Will Mr. Trump carry his style of doing business into the White House?

Mr. Castro’s death prompted Mr. Trump to reiterate a campaign promise he made: Unless Cuba is willing to negotiate better terms with Washington, he will reverse President Obama’s policy of engagement. “If Cuba is unwilling to make a better deal for the Cuban people, the Cuban/American people and the U.S. as a whole, I will terminate deal,” he tweeted on Monday.

The United States-Cuba relationship Mr. Trump will inherit from President Obama is actually not a result of just one deal but a complex fabric of many “deals” — more than a dozen bilateral agreements and a variety of commercial relationships in telecommunications, hospitality, transportation and health care.

What sort of results can Mr. Trump expect in a new deal? For two years, diplomatic negotiations between Washington and Havana have advanced at blazing speed, with a dozen new agreements signed, from environmental protection to law enforcement cooperation against drug traffickers. Cuba is not averse to further talks.

But sovereignty is something else. Raúl Castro, like his brother, has always ruled out negotiating Cuba’s domestic political and economic arrangements. During President Obama’s policy of normalization, Cuba has shown some modest progress on religious freedom, economic liberalization and even freedom of expression. But those were not results of direct negotiations or demands from Washington. They are byproducts of reduced tensions between the United States and Cuba, attributable to engagement itself.

In other words, if President Trump’s negotiators pound the table demanding political concessions from Cuba, it won’t get them far.

Mr. Trump has enough negotiating experience to realize that both sides must agree to a deal. If he really wants one with Cuba, there are actually several deals to be had — on claims compensation, terms for trade and investment, and a plethora of issues of mutual interest.

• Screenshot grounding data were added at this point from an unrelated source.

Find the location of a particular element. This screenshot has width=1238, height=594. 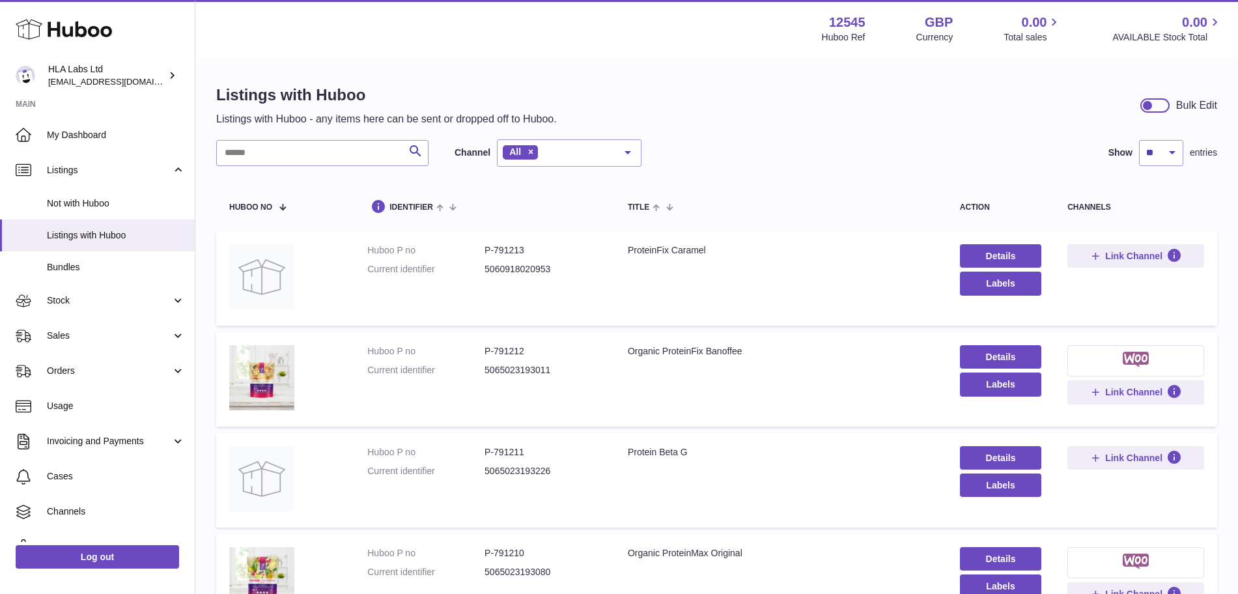

strong: 12545 is located at coordinates (847, 22).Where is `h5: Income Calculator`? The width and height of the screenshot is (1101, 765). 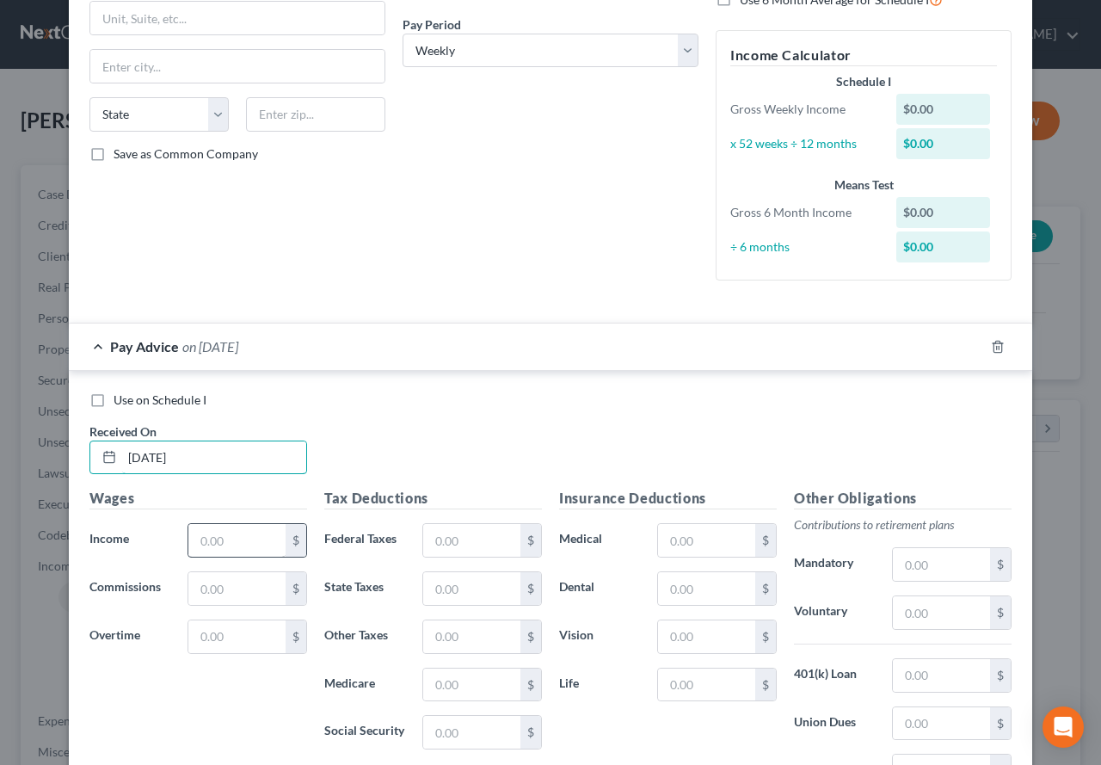
h5: Income Calculator is located at coordinates (864, 55).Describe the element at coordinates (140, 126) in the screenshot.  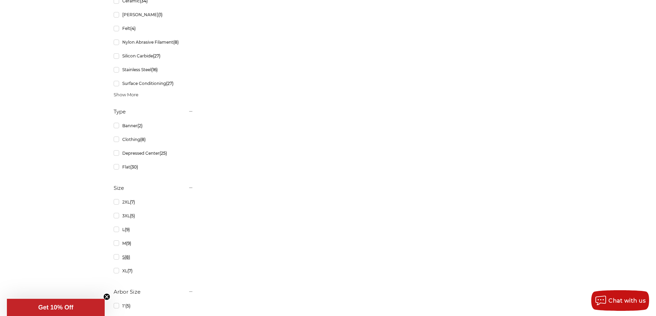
I see `span: (2)` at that location.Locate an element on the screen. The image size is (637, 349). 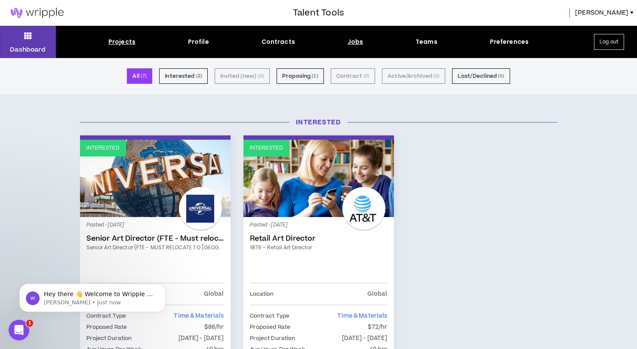
h3: Talent Tools is located at coordinates (318, 13).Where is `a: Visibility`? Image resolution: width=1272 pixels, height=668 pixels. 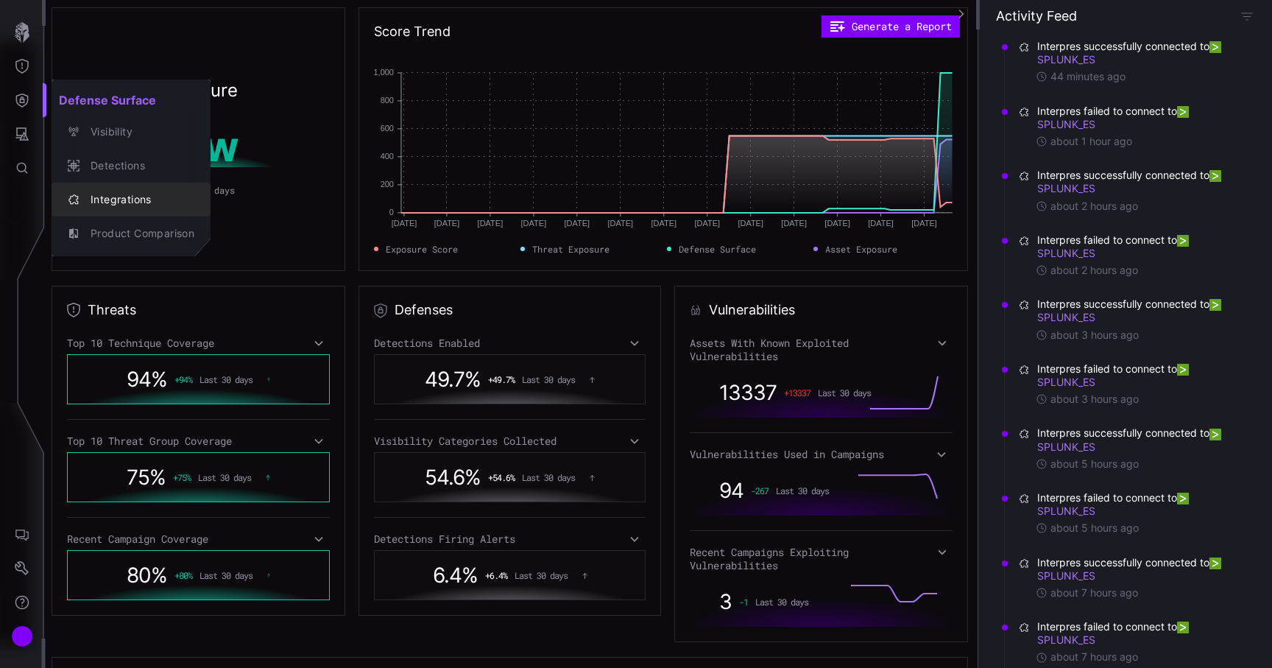 a: Visibility is located at coordinates (131, 132). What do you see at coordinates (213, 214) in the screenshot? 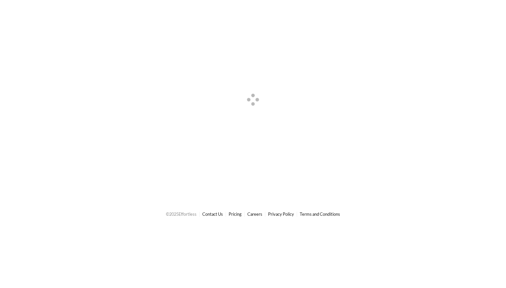
I see `a: Contact Us` at bounding box center [213, 214].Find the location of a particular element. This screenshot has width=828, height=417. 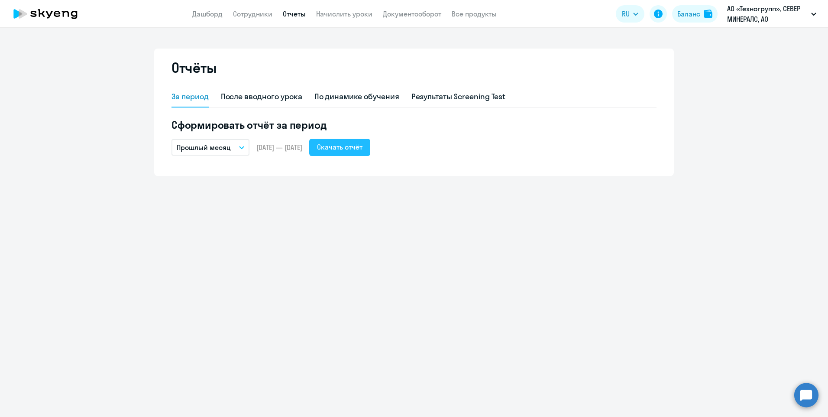

p: Прошлый месяц is located at coordinates (204, 147).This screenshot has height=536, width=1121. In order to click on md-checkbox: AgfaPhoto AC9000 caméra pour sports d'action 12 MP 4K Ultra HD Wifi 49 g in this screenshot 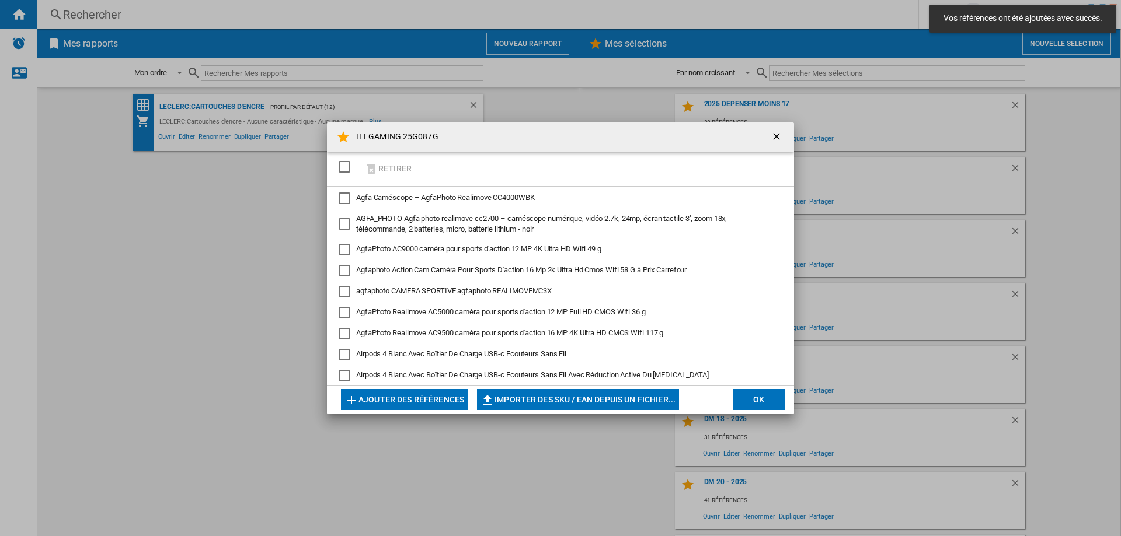, I will do `click(556, 250)`.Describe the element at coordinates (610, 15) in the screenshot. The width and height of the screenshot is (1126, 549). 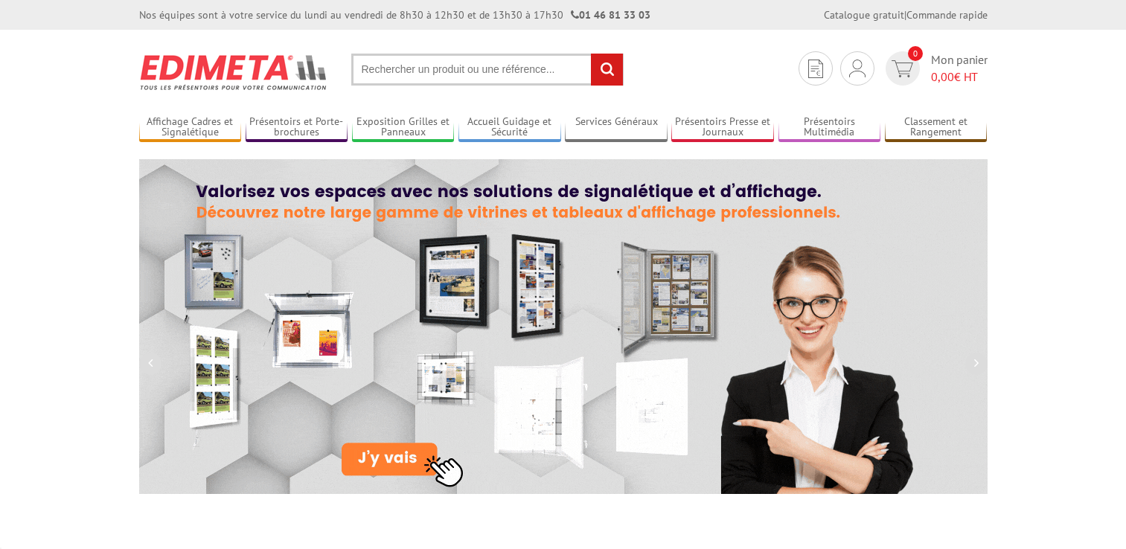
I see `strong: 01 46 81 33 03` at that location.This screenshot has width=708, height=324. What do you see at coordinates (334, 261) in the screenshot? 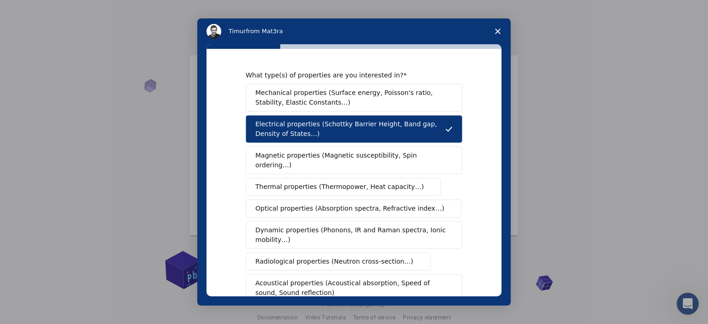
I see `span: Radiological properties (Neutron cross-section…)` at bounding box center [334, 261].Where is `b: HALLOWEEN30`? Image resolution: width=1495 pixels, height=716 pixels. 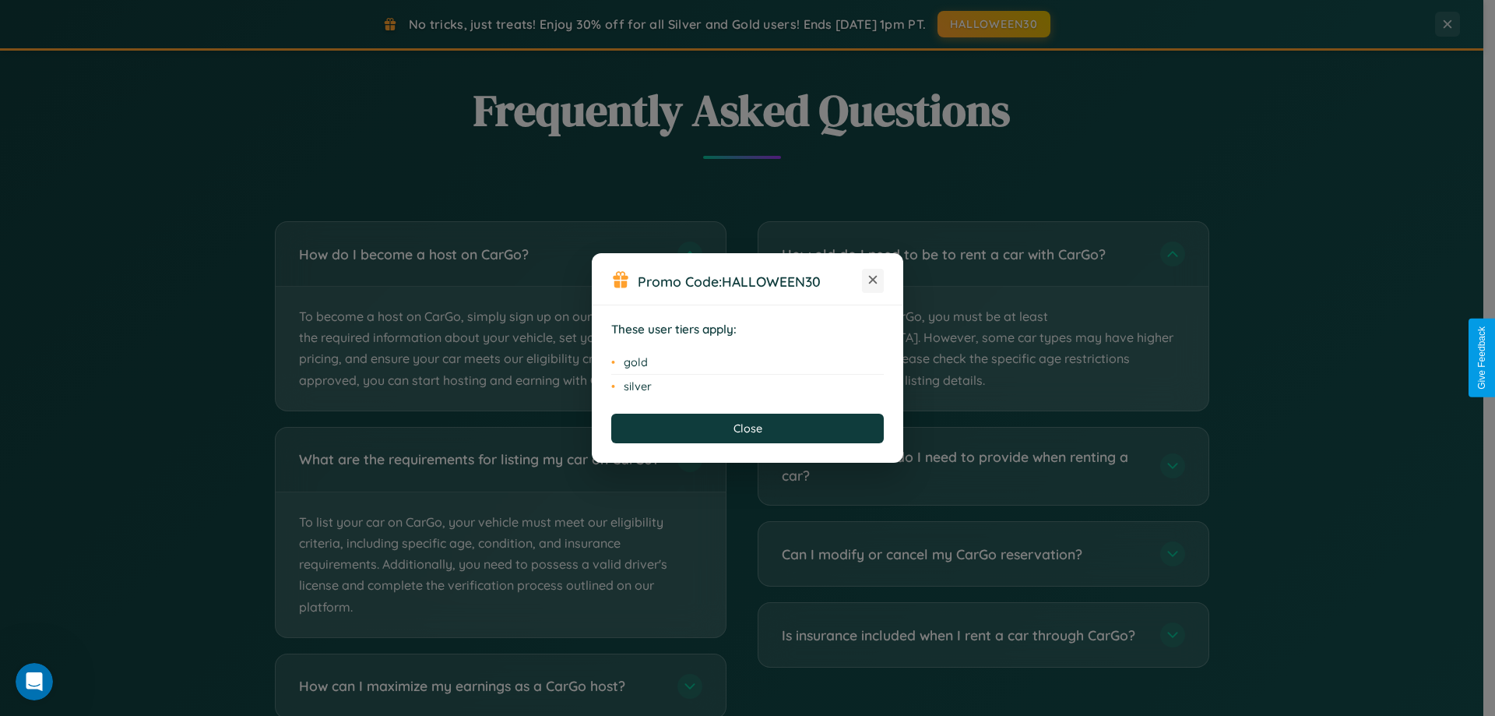 b: HALLOWEEN30 is located at coordinates (771, 281).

What he surely won’t get is the kind of sweetheart deals he’s gotten elsewhere for the Trump Organization, much as he might still dream of opening a Trump Tower Havana. Cubans have no interest in returning to that sort of crony capitalism. But as president, he could close deals that would serve the interests of both the American and Cuban people. A return to hostility, name-calling and bluster as a policy would serve the interests of neither and would be a huge, conspicuous failure of the art of the deal.